The rezoning would expand the RC classification that already exists on the northeast side of Elm Street to include both sides of the street. It would effectively allow ground-floor commercial activity on the southwest side of the street, where it does not exist today.

“I don’t imagine that would change the nature of the structures that much, but it would allow some law offices and similar businesses to go in there, and that seems to have been the thing that has generated the most conversation at this point,” said Proakis.

At last Thursday’s planning board meeting, board member Michael Capuano said he supported an alternative plan, a so-called “Option Two,” which would retain the RB residential zone along the southwest side of Elm Street, because residents in the neighborhood were opposed to the change.

“I just don’t think it’s the right message to send to the neighborhood to tell people who don’t want it, ‘I’m sorry, but our plans for the area going forward are more important than the homes there,’ ” said Capuano. “Why am I going to make people who hate the idea of having their homes downzoned make the same arguments again in front of the Board of Aldermen?”

Planning Board Chairman Kevin Prior said the rezoning plan recommended by the city planning staff was the end result of an “open, public process,” and moved the vote to recommend the plan to the Board of Aldermen.

“We have to open the door.
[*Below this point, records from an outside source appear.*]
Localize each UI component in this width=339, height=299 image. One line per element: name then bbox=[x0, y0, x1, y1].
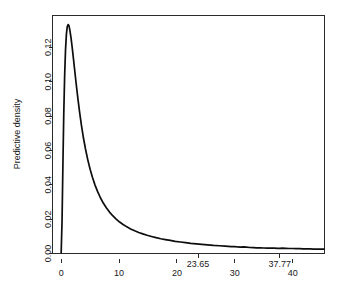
y-axis-title: Predictive density bbox=[12, 98, 22, 169]
x-axis-tick-group bbox=[61, 259, 292, 263]
x-tick-label-1: 10 bbox=[114, 268, 124, 278]
x-marker-label-0: 23.65 bbox=[187, 259, 210, 269]
y-tick-label-1: 0.02 bbox=[43, 210, 53, 228]
x-axis-tick-labels: 010203040 bbox=[59, 268, 298, 278]
y-axis-title-group: Predictive density bbox=[12, 98, 22, 169]
y-tick-label-2: 0.04 bbox=[43, 176, 53, 194]
plot-frame bbox=[53, 16, 325, 254]
x-axis-marker-tick-group bbox=[198, 254, 280, 258]
density-plot-figure: 0.000.020.040.060.080.100.12 010203040 2… bbox=[0, 0, 339, 299]
x-marker-label-1: 37.77 bbox=[268, 259, 291, 269]
y-tick-label-6: 0.12 bbox=[43, 39, 53, 57]
x-tick-label-2: 20 bbox=[172, 268, 182, 278]
predictive-density-curve bbox=[61, 25, 324, 253]
x-tick-label-3: 30 bbox=[230, 268, 240, 278]
x-tick-label-0: 0 bbox=[59, 268, 64, 278]
y-axis-tick-labels: 0.000.020.040.060.080.100.12 bbox=[43, 39, 53, 263]
x-tick-label-4: 40 bbox=[288, 268, 298, 278]
y-tick-label-3: 0.06 bbox=[43, 142, 53, 160]
y-tick-label-4: 0.08 bbox=[43, 107, 53, 125]
series-group bbox=[61, 25, 324, 253]
y-tick-label-5: 0.10 bbox=[43, 73, 53, 91]
y-tick-label-0: 0.00 bbox=[43, 245, 53, 263]
chart-canvas: 0.000.020.040.060.080.100.12 010203040 2… bbox=[0, 0, 339, 299]
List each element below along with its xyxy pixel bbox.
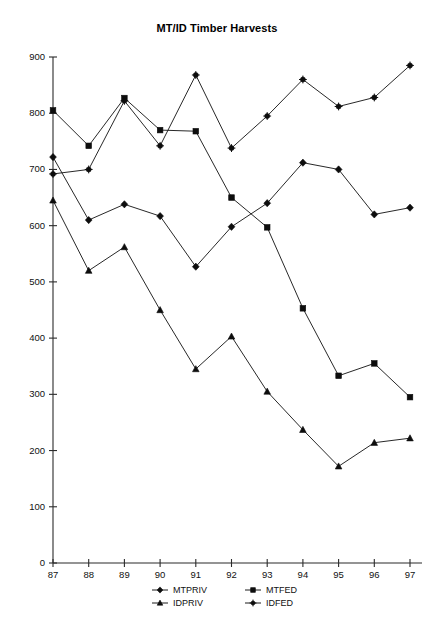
x-tick-label: 90 [155, 569, 166, 580]
x-tick-label: 94 [298, 569, 309, 580]
x-tick-label: 88 [83, 569, 94, 580]
data-point [229, 195, 235, 201]
y-tick-label: 0 [40, 557, 45, 568]
x-tick-label: 95 [333, 569, 344, 580]
data-point [85, 216, 92, 223]
data-point [193, 128, 199, 134]
data-series-group [49, 62, 414, 469]
data-point [300, 306, 306, 312]
y-tick-label: 100 [29, 501, 45, 512]
x-tick-label: 91 [191, 569, 202, 580]
data-point [50, 197, 57, 203]
data-point [85, 166, 93, 174]
y-tick-label: 400 [29, 332, 45, 343]
data-point [335, 103, 343, 111]
chart-figure: MT/ID Timber Harvests 010020030040050060… [0, 0, 434, 638]
legend-marker [157, 587, 163, 593]
data-point [85, 267, 92, 273]
data-point [264, 388, 271, 394]
legend-entry-mtpriv[interactable]: MTPRIV [152, 585, 207, 595]
y-tick-label: 200 [29, 445, 45, 456]
chart-plot-area: 0100200300400500600700800900 87888990919… [0, 0, 434, 638]
series-idfed [49, 62, 414, 178]
x-tick-label: 87 [48, 569, 59, 580]
x-tick-label: 97 [405, 569, 416, 580]
y-tick-label: 800 [29, 107, 45, 118]
data-point [228, 333, 235, 339]
legend-label: IDFED [266, 598, 294, 608]
data-point [336, 373, 342, 379]
data-point [264, 225, 270, 231]
x-tick-label: 93 [262, 569, 273, 580]
data-point [121, 244, 128, 250]
legend-marker [250, 600, 257, 607]
series-idpriv [50, 197, 414, 469]
legend-label: IDPRIV [173, 598, 203, 608]
x-axis-ticks: 8788899091929394959697 [48, 559, 416, 580]
data-point [372, 361, 378, 367]
legend-label: MTPRIV [173, 585, 207, 595]
y-tick-label: 500 [29, 276, 45, 287]
axes [53, 57, 422, 563]
y-tick-label: 600 [29, 220, 45, 231]
legend-label: MTFED [266, 585, 297, 595]
legend-marker [251, 588, 256, 593]
data-point [157, 213, 164, 220]
data-point [407, 394, 413, 400]
data-point [50, 108, 56, 114]
y-tick-label: 700 [29, 163, 45, 174]
legend-entry-idfed[interactable]: IDFED [245, 598, 294, 608]
data-point [192, 71, 200, 79]
data-point [407, 435, 414, 441]
legend-entry-idpriv[interactable]: IDPRIV [152, 598, 203, 608]
data-point [86, 143, 92, 149]
y-tick-label: 900 [29, 51, 45, 62]
data-point [157, 307, 164, 313]
data-point [121, 201, 128, 208]
y-tick-label: 300 [29, 388, 45, 399]
data-point [50, 153, 57, 160]
data-point [157, 127, 163, 133]
x-tick-label: 96 [369, 569, 380, 580]
series-mtpriv [50, 153, 414, 270]
chart-legend: MTPRIVMTFEDIDPRIVIDFED [152, 585, 297, 608]
series-mtfed [50, 95, 413, 400]
legend-entry-mtfed[interactable]: MTFED [245, 585, 297, 595]
x-tick-label: 92 [226, 569, 237, 580]
x-tick-label: 89 [119, 569, 130, 580]
data-point [49, 170, 57, 178]
data-point [407, 204, 414, 211]
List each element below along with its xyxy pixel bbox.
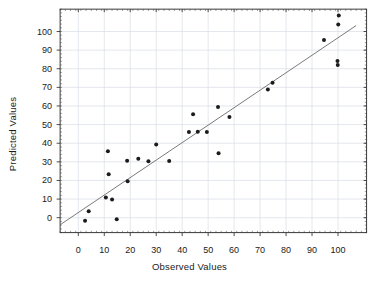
x-tick-label: 0 (76, 245, 81, 255)
y-tick-label: 30 (28, 157, 52, 167)
x-tick-label: 50 (203, 245, 213, 255)
x-tick-label: 100 (330, 245, 345, 255)
x-tick-label: 70 (255, 245, 265, 255)
x-tick-label: 80 (281, 245, 291, 255)
y-tick-label: 80 (28, 64, 52, 74)
y-tick-label: 40 (28, 138, 52, 148)
y-tick-label: 70 (28, 82, 52, 92)
x-tick-label: 20 (125, 245, 135, 255)
x-tick-label: 40 (177, 245, 187, 255)
x-tick-label: 60 (229, 245, 239, 255)
y-tick-label: 100 (28, 27, 52, 37)
y-tick-label: 20 (28, 175, 52, 185)
y-tick-labels: 0102030405060708090100 (26, 0, 52, 286)
x-tick-label: 10 (99, 245, 109, 255)
y-tick-label: 10 (28, 194, 52, 204)
x-tick-label: 30 (151, 245, 161, 255)
y-tick-label: 0 (28, 213, 52, 223)
x-tick-label: 90 (307, 245, 317, 255)
y-tick-label: 50 (28, 120, 52, 130)
x-axis-title: Observed Values (0, 261, 379, 272)
data-points (83, 13, 341, 222)
y-axis-title: Predicted Values (7, 79, 18, 189)
y-tick-label: 90 (28, 45, 52, 55)
scatter-plot-figure: 0102030405060708090100 01020304050607080… (0, 0, 379, 286)
plot-canvas (0, 0, 379, 286)
y-tick-label: 60 (28, 101, 52, 111)
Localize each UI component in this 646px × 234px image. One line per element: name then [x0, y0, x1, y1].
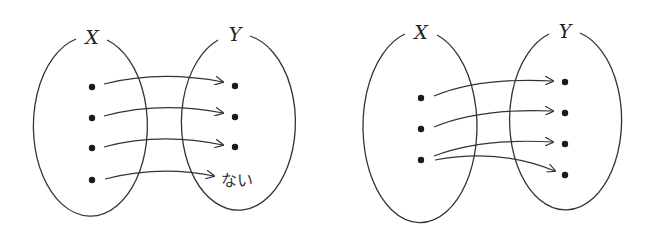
- mapping-arrow: [434, 111, 553, 127]
- codomain-point: [232, 144, 238, 150]
- mapping-arrow: [434, 80, 553, 96]
- mapping-arrow: [434, 141, 553, 156]
- set-x-ellipse: [33, 39, 147, 216]
- domain-point: [89, 115, 95, 121]
- mapping-arrow: [105, 171, 214, 179]
- set-x-label: X: [412, 21, 429, 43]
- set-y-label: Y: [229, 23, 244, 45]
- mapping-arrow: [435, 156, 555, 171]
- diagram-left: X Y ない: [33, 23, 295, 216]
- diagram-canvas: X Y ない X Y: [0, 0, 646, 234]
- mapping-arrow: [104, 108, 223, 116]
- codomain-point: [562, 79, 568, 85]
- set-x-label: X: [83, 26, 100, 48]
- undefined-target-label: ない: [221, 171, 253, 190]
- mapping-arrow: [104, 139, 223, 147]
- domain-point: [418, 157, 424, 163]
- domain-point: [89, 84, 95, 90]
- codomain-point: [562, 110, 568, 116]
- domain-point: [418, 95, 424, 101]
- domain-point: [89, 145, 95, 151]
- domain-point: [89, 177, 95, 183]
- diagram-right: X Y: [363, 20, 622, 223]
- codomain-point: [562, 141, 568, 147]
- mapping-arrow: [104, 76, 223, 84]
- set-y-label: Y: [559, 20, 574, 42]
- codomain-point: [562, 172, 568, 178]
- set-y-ellipse: [510, 33, 622, 210]
- codomain-point: [232, 114, 238, 120]
- domain-point: [418, 126, 424, 132]
- codomain-point: [232, 83, 238, 89]
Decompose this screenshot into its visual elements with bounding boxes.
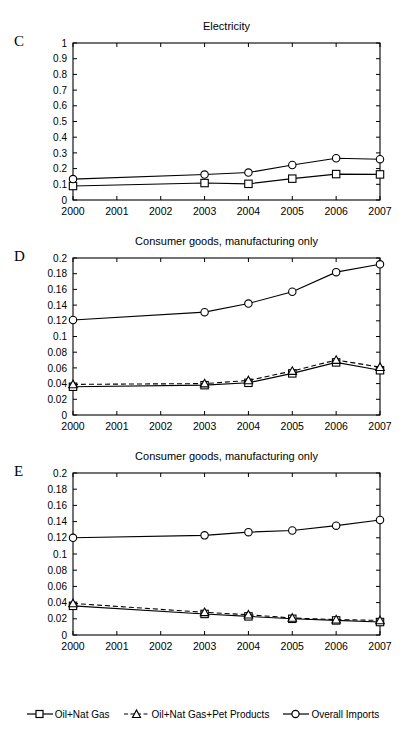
x-tick-label: 2007 <box>368 205 392 217</box>
data-point-square <box>69 182 76 189</box>
x-tick-label: 2001 <box>105 640 129 652</box>
x-tick-label: 2006 <box>324 640 348 652</box>
y-tick-label: 0.5 <box>53 116 67 127</box>
data-point-circle <box>201 532 208 539</box>
x-tick-label: 2005 <box>281 640 305 652</box>
x-tick-label: 2004 <box>237 640 261 652</box>
y-tick-label: 0.18 <box>48 484 68 495</box>
y-tick-label: 0.2 <box>53 253 67 264</box>
x-tick-label: 2004 <box>237 205 261 217</box>
legend-item-oil-nat-gas: Oil+Nat Gas <box>27 708 110 720</box>
y-tick-label: 0.04 <box>48 378 68 389</box>
data-point-square <box>201 179 208 186</box>
data-point-circle <box>289 288 296 295</box>
y-tick-label: 0.12 <box>48 315 68 326</box>
x-tick-label: 2004 <box>237 420 261 432</box>
data-point-circle <box>289 161 296 168</box>
panel-d: D Consumer goods, manufacturing only 00.… <box>0 233 406 448</box>
x-tick-label: 2005 <box>281 205 305 217</box>
x-tick-label: 2002 <box>149 420 173 432</box>
x-tick-label: 2005 <box>281 420 305 432</box>
legend-item-oil-nat-gas-pet-products: Oil+Nat Gas+Pet Products <box>124 708 270 720</box>
x-tick-label: 2003 <box>193 205 217 217</box>
y-tick-label: 0.16 <box>48 500 68 511</box>
y-tick-label: 0.06 <box>48 581 68 592</box>
y-tick-label: 0 <box>61 410 67 421</box>
y-tick-label: 0.8 <box>53 69 67 80</box>
legend-label-oil-nat-gas: Oil+Nat Gas <box>55 709 110 720</box>
y-tick-label: 0 <box>61 195 67 206</box>
data-point-circle <box>201 308 208 315</box>
y-tick-label: 0.18 <box>48 268 68 279</box>
legend-triangle-icon <box>124 708 150 720</box>
x-tick-label: 2007 <box>368 640 392 652</box>
data-point-circle <box>332 522 339 529</box>
x-tick-label: 2003 <box>193 640 217 652</box>
x-tick-label: 2000 <box>61 205 85 217</box>
x-tick-label: 2002 <box>149 205 173 217</box>
panel-c: C Electricity 00.10.20.30.40.50.60.70.80… <box>0 18 406 233</box>
data-point-circle <box>289 527 296 534</box>
y-tick-label: 0.04 <box>48 597 68 608</box>
x-tick-label: 2003 <box>193 420 217 432</box>
y-tick-label: 0.08 <box>48 347 68 358</box>
data-point-circle <box>332 155 339 162</box>
y-tick-label: 0.4 <box>53 132 67 143</box>
data-point-circle <box>376 261 383 268</box>
data-point-square <box>289 175 296 182</box>
y-tick-label: 0.02 <box>48 394 68 405</box>
y-tick-label: 0.02 <box>48 613 68 624</box>
data-point-circle <box>332 268 339 275</box>
y-tick-label: 0.14 <box>48 300 68 311</box>
y-tick-label: 0.14 <box>48 516 68 527</box>
legend-item-overall-imports: Overall Imports <box>283 708 379 720</box>
legend-label-overall-imports: Overall Imports <box>311 709 379 720</box>
y-tick-label: 0 <box>61 630 67 641</box>
data-point-circle <box>201 171 208 178</box>
x-tick-label: 2002 <box>149 640 173 652</box>
data-point-square <box>332 170 339 177</box>
plot-area-d: 00.020.040.060.080.10.120.140.160.180.22… <box>0 233 406 448</box>
data-point-square <box>376 171 383 178</box>
y-tick-label: 0.2 <box>53 163 67 174</box>
x-tick-label: 2000 <box>61 420 85 432</box>
data-point-circle <box>245 300 252 307</box>
x-tick-label: 2000 <box>61 640 85 652</box>
plot-frame <box>73 258 380 415</box>
data-point-circle <box>69 316 76 323</box>
data-point-circle <box>69 175 76 182</box>
y-tick-label: 0.12 <box>48 532 68 543</box>
chart-legend: Oil+Nat Gas Oil+Nat Gas+Pet Products Ove… <box>0 700 406 728</box>
x-tick-label: 2006 <box>324 420 348 432</box>
x-tick-label: 2001 <box>105 420 129 432</box>
plot-area-c: 00.10.20.30.40.50.60.70.80.9120002001200… <box>0 18 406 233</box>
y-tick-label: 0.7 <box>53 85 67 96</box>
data-point-circle <box>69 534 76 541</box>
y-tick-label: 0.3 <box>53 148 67 159</box>
y-tick-label: 0.6 <box>53 100 67 111</box>
plot-frame <box>73 473 380 635</box>
y-tick-label: 0.2 <box>53 468 67 479</box>
y-tick-label: 0.1 <box>53 331 67 342</box>
plot-area-e: 00.020.040.060.080.10.120.140.160.180.22… <box>0 448 406 668</box>
legend-square-icon <box>27 708 53 720</box>
y-tick-label: 0.9 <box>53 53 67 64</box>
y-tick-label: 0.1 <box>53 549 67 560</box>
data-point-square <box>245 180 252 187</box>
figure-panels-cde: C Electricity 00.10.20.30.40.50.60.70.80… <box>0 0 406 742</box>
panel-e: E Consumer goods, manufacturing only 00.… <box>0 448 406 668</box>
x-tick-label: 2006 <box>324 205 348 217</box>
y-tick-label: 0.06 <box>48 363 68 374</box>
x-tick-label: 2001 <box>105 205 129 217</box>
data-point-circle <box>376 516 383 523</box>
y-tick-label: 0.08 <box>48 565 68 576</box>
legend-label-oil-nat-gas-pet-products: Oil+Nat Gas+Pet Products <box>152 709 270 720</box>
data-point-circle <box>245 169 252 176</box>
y-tick-label: 0.16 <box>48 284 68 295</box>
legend-circle-icon <box>283 708 309 720</box>
y-tick-label: 0.1 <box>53 179 67 190</box>
y-tick-label: 1 <box>61 38 67 49</box>
x-tick-label: 2007 <box>368 420 392 432</box>
data-point-circle <box>376 155 383 162</box>
data-point-circle <box>245 528 252 535</box>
We have to allow these possibilities,” said Prior, saying a worst-case scenario for overdevelopment in the neighborhood was unlikely. “For everyone who spoke against it, they or their families would have to turn over their parcels of land to someone who was looking to accumulate all kinds of parcels of land in that area to develop it seriously. We need to stop closing our minds to the possibilities of development in this city.”

A majority of the planning board voted to recommend the rezoning ordinance as written and to send it to the Board of Alderman, with Capuano voting against it.

Board member Elizabeth Moroney said she would have preferred to have had the opportunity to vote on Option Two, because it did “what we wanted it to do and protects what we wanted to protect.” But she ultimately voted in favor of the rezoning recommendation. “I think it’s important that the city gets ahead of the economy,” said Moroney.

Residents were not invited to speak at the meeting, since the public comments period had closed. But more than a dozen were in attendance. Almost immediately following the vote, unhappy neighbors were already exchanging contact information and discussing possible next steps in opposing the rezoning plan.

“I don’t like to see them come in and destroy my neighborhood,” said Mary Ghioni, a Mossland Avenue resident who has lived in the neighborhood for 50 years, and owns six properties there. “They think they know what’s best for the neighborhood. I take pride in my neighborhood and what they’re trying to do is destroy it.”